“In the quiet recesses of my heart, I am fundamentally a clergyman, a Baptist preacher
Martin Luther King Jr. was an American Baptist minister and activist who became the most visible spokesperson and leader in the civil rights movement from 1955 until his assassination in 1968.
King participated in and led marches for blacks’ right to vote, desegregation, labor rights, and other basic civil rights.[1] King led the 1955 Montgomery bus boycott and later became the first president of the Southern Christian Leadership Conference (SCLC). As president of the SCLC, he led the unsuccessful Albany Movement in Albany, Georgia, and helped organize some of the nonviolent 1963 protests in Birmingham, Alabama. King helped organize the 1963 March on Washington, where he delivered his famous “I Have a Dream” speech on the steps of the Lincoln Memorial.

Sermons
1953 – “The Three Dimensions of a Complete Life”
1954 – “Rediscovering Lost Values”, Sunday February 28, Detroit, Michigan.
1955 – “The Impassable Gulf (The Parable of Dives and Lazarus)”, Sunday October 2, Dexter Avenue Baptist Church, Montgomery, Alabama.
1956 – “The Death of Evil Upon the Seashore”, Wednesday May 17, Cathedral of St. John the Divine, New York City
1956 – “Living Under the Tensions of Modern Life”, Sunday September (exact date unknown), Dexter Avenue Baptist Church, Montgomery, Alabama.
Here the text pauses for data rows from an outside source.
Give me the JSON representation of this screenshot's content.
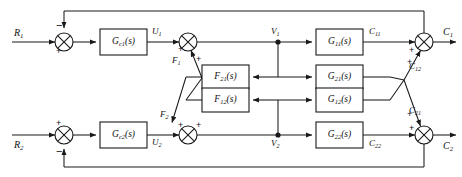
{
  "diagram": {
    "type": "control-block-diagram",
    "stroke_color": "#1a1a1a",
    "background_color": "#ffffff",
    "inputs": [
      {
        "id": "R1",
        "label": "R",
        "sub": "1"
      },
      {
        "id": "R2",
        "label": "R",
        "sub": "2"
      }
    ],
    "outputs": [
      {
        "id": "C1",
        "label": "C",
        "sub": "1"
      },
      {
        "id": "C2",
        "label": "C",
        "sub": "2"
      }
    ],
    "blocks": [
      {
        "id": "Gc1",
        "label": "G",
        "sub": "c1",
        "suffix": "(s)"
      },
      {
        "id": "Gc2",
        "label": "G",
        "sub": "c2",
        "suffix": "(s)"
      },
      {
        "id": "F21",
        "label": "F",
        "sub": "21",
        "suffix": "(s)"
      },
      {
        "id": "F12",
        "label": "F",
        "sub": "12",
        "suffix": "(s)"
      },
      {
        "id": "G11",
        "label": "G",
        "sub": "11",
        "suffix": "(s)"
      },
      {
        "id": "G21",
        "label": "G",
        "sub": "21",
        "suffix": "(s)"
      },
      {
        "id": "G12",
        "label": "G",
        "sub": "12",
        "suffix": "(s)"
      },
      {
        "id": "G22",
        "label": "G",
        "sub": "22",
        "suffix": "(s)"
      }
    ],
    "signals": [
      {
        "id": "U1",
        "label": "U",
        "sub": "1"
      },
      {
        "id": "U2",
        "label": "U",
        "sub": "2"
      },
      {
        "id": "F1",
        "label": "F",
        "sub": "1"
      },
      {
        "id": "F2",
        "label": "F",
        "sub": "2"
      },
      {
        "id": "V1",
        "label": "V",
        "sub": "1"
      },
      {
        "id": "V2",
        "label": "V",
        "sub": "2"
      },
      {
        "id": "C11",
        "label": "C",
        "sub": "11"
      },
      {
        "id": "C12",
        "label": "C",
        "sub": "12"
      },
      {
        "id": "C21",
        "label": "C",
        "sub": "21"
      },
      {
        "id": "C22",
        "label": "C",
        "sub": "22"
      }
    ],
    "summing_junctions": [
      {
        "id": "sum-r1",
        "signs": [
          "+",
          "-"
        ]
      },
      {
        "id": "sum-f1",
        "signs": [
          "+",
          "+"
        ]
      },
      {
        "id": "sum-c1",
        "signs": [
          "+",
          "+"
        ]
      },
      {
        "id": "sum-r2",
        "signs": [
          "+",
          "-"
        ]
      },
      {
        "id": "sum-f2",
        "signs": [
          "+",
          "+"
        ]
      },
      {
        "id": "sum-c2",
        "signs": [
          "+",
          "+"
        ]
      }
    ],
    "signs": {
      "plus": "+",
      "minus": "−"
    }
  }
}
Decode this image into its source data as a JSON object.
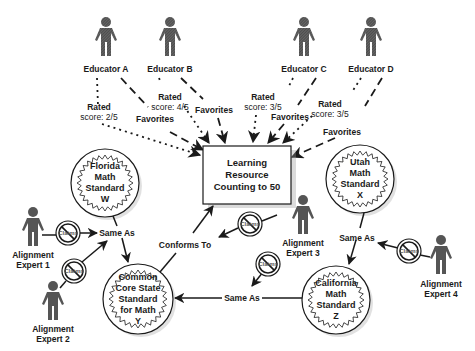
{
  "colors": {
    "ink": "#1a1a1a",
    "person": "#555555",
    "background": "#ffffff",
    "shadow": "#bbbbbb"
  },
  "educators": [
    {
      "name": "Educator A",
      "rating_label": "Rated",
      "rating_score": "score: 2/5",
      "favorite_label": "Favorites"
    },
    {
      "name": "Educator B",
      "rating_label": "Rated",
      "rating_score": "score: 4/5",
      "favorite_label": "Favorites"
    },
    {
      "name": "Educator C",
      "rating_label": "Rated",
      "rating_score": "score: 3/5",
      "favorite_label": "Favorites"
    },
    {
      "name": "Educator D",
      "rating_label": "Rated",
      "rating_score": "score: 3/5",
      "favorite_label": "Favorites"
    }
  ],
  "resource": {
    "line1": "Learning",
    "line2": "Resource",
    "line3": "Counting to 50"
  },
  "standards": [
    {
      "id": "florida",
      "lines": [
        "Florida",
        "Math",
        "Standard",
        "W"
      ]
    },
    {
      "id": "utah",
      "lines": [
        "Utah",
        "Math",
        "Standard",
        "X"
      ]
    },
    {
      "id": "common-core",
      "lines": [
        "Common",
        "Core State",
        "Standard",
        "for Math",
        "Y"
      ]
    },
    {
      "id": "california",
      "lines": [
        "California",
        "Math",
        "Standard",
        "Z"
      ]
    }
  ],
  "experts": [
    {
      "line1": "Alignment",
      "line2": "Expert 1"
    },
    {
      "line1": "Alignment",
      "line2": "Expert 2"
    },
    {
      "line1": "Alignment",
      "line2": "Expert 3"
    },
    {
      "line1": "Alignment",
      "line2": "Expert 4"
    }
  ],
  "claim_badge": {
    "label": "Claims",
    "icon": "prohibited-icon"
  },
  "relations": {
    "same_as_1": "Same As",
    "same_as_2": "Same As",
    "same_as_3": "Same As",
    "conforms_to": "Conforms To"
  }
}
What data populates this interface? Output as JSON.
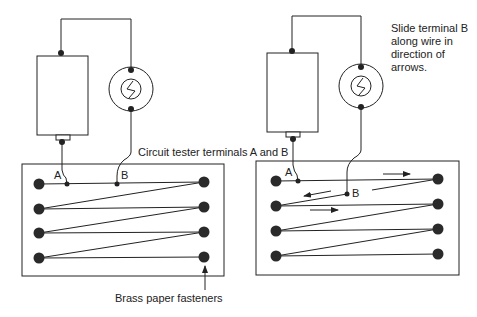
{
  "captions": {
    "terminals": "Circuit tester terminals A and B",
    "fasteners": "Brass paper fasteners",
    "instruction_lines": [
      "Slide terminal B",
      "along wire in",
      "direction of",
      "arrows."
    ]
  },
  "left_panel": {
    "terminal_a": "A",
    "terminal_b": "B",
    "components": [
      "battery",
      "bulb",
      "board",
      "fasteners"
    ]
  },
  "right_panel": {
    "terminal_a": "A",
    "terminal_b": "B",
    "arrows": [
      "right",
      "left",
      "right"
    ]
  },
  "colors": {
    "line": "#222222",
    "background": "#ffffff"
  }
}
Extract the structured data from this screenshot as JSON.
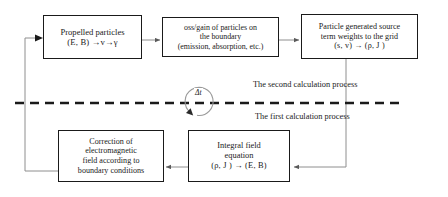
{
  "diagram": {
    "background_color": "#ffffff",
    "line_color": "#1a1a1a",
    "nodes": {
      "propelled_particles": {
        "line1": "Propelled particles",
        "line2_prefix": "(",
        "line2": "(E, B)  →v→γ"
      },
      "loss_gain": {
        "line1": "oss/gain of particles on",
        "line2": "the boundary",
        "line3": "(emission, absorption, etc.)"
      },
      "source_term": {
        "line1": "Particle generated source",
        "line2": "term weights to the grid",
        "line3": "(s,  v)  →  (ρ,  J )"
      },
      "correction": {
        "line1": "Correction of",
        "line2": "electromagnetic",
        "line3": "field according to",
        "line4": "boundary conditions"
      },
      "integral_field": {
        "line1": "Integral field",
        "line2": "equation",
        "line3": "(ρ,  J )  →  (E,  B)"
      }
    },
    "labels": {
      "second_process": "The second calculation process",
      "first_process": "The first calculation process",
      "delta_t": "Δt"
    }
  }
}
1956 – “Paul’s Letter to American Christians”, Sunday November 4, Dexter Avenue Baptist Church, Montgomery, Alabama.
1957 – “The Birth of a New Nation”, Sunday April 7, Dexter Avenue Baptist Church, Montgomery, Alabama.
1957 – “Garden of Gethsemane”, Sunday April 14, Dexter Avenue Baptist Church, Montgomery, Alabama.
1957 – “Loving Your Enemies”, Sunday November 17, Dexter Avenue Baptist Church, Montgomery, Alabama.
1960 – “Why Jesus Called A Man A Fool”, Sunday May 15, Ebenezer Baptist Church, Atlanta[14]
Possibly the first time King delivered a variation of this sermon, see 27 August 1967 below
1963 – “Eulogy for the Martyred Children” (victims of 16th Street Baptist Church bombing), Wednesday September 18, Birmingham, Alabama
1966 – “Guidelines for a Constructive Church”, Sunday June 5, Ebenezer Baptist Church, Atlanta
1967 – “The Three Dimensions Of A Complete Life”, Sunday April 9, New Covenant Baptist Church, Chicago.
1967 – “Three Evils of Society” Address Delivered to the First Annual National Conference for New Politics
1967 – “The Casualties of the War in Vietnam” Address delivered at the Nation Institute
1967 – “Why Jesus Called A Man A Fool”, Sunday August 27, Mt. Pisgah Missionary Baptist Church, Chicago
Possibly the last time King delivered a variation of this sermon, which started at least as early as May 15 1960
1967 – “A Knock at Midnight”, Delivered on several occasions, including the Installation Service of Ralph Abernathy at Atlanta’s West Hunter Baptist Church February 11, 1962.
1968 – “The Drum Major Instinct”, Sunday February 4, Ebenezer Baptist Church, Atlanta.[23]
1968 – “Remaining Awake Through a Great Revolution”, Sunday March 31, National Cathedral, Washington, D.C.
King’s last Sunday sermon.
1968 – “I’ve Been to the Mountaintop”, Wednesday April 3, Mason Temple, Memphis, Tennessee.
1968 – “Why America May Go to Hell”,[26] planned to be delivered on Sunday April 7, but never delivered due to his assassination.[27]